Digital Personal Data Protection Bill passed in Rajya Sabha
The bill has been made technology agnostic so that evolving data concepts can be included without amendments
The Digital Personal Data Protection Bill 2023 was passed on Wednesday in the Rajya Sabha of Indian parliament. This act will now become the first law to protect citizen’s personal data.
The bill has been made technology agnostic such that data concepts that are still evolving can be included without requiring amendments, said the Communications and Information Technology Minister Ashwini Vaishnaw.
The Bill addresses two key long-standing demands of the tech industry– allowing relaxations around the age of consent for children, and significantly easing cross-border data flows.

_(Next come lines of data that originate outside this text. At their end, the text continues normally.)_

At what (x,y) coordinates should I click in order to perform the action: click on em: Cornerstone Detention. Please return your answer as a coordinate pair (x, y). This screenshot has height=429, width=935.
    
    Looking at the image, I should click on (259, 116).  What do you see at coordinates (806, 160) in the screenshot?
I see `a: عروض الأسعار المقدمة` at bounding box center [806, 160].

It seeks to ease data storage, processing and transfer norms for government and private companies including BigTech firms as well as local firms seeking growth abroad. Once it becomes law, it will ease data flows and reduce compliance burdens for tech giants like Google and Meta which have stored the personal data of millions of Indians. It allows companies to export data to any country except those specified by the government.
Vaishnaw had introduced the bill in the lower house on August 3. It was then demanded that the bill should be sent to the standing committee for scrutiny.
The minister said that the bill will not override any law that provides for a higher degree of protection for or restriction on transfer of personal data by an entity.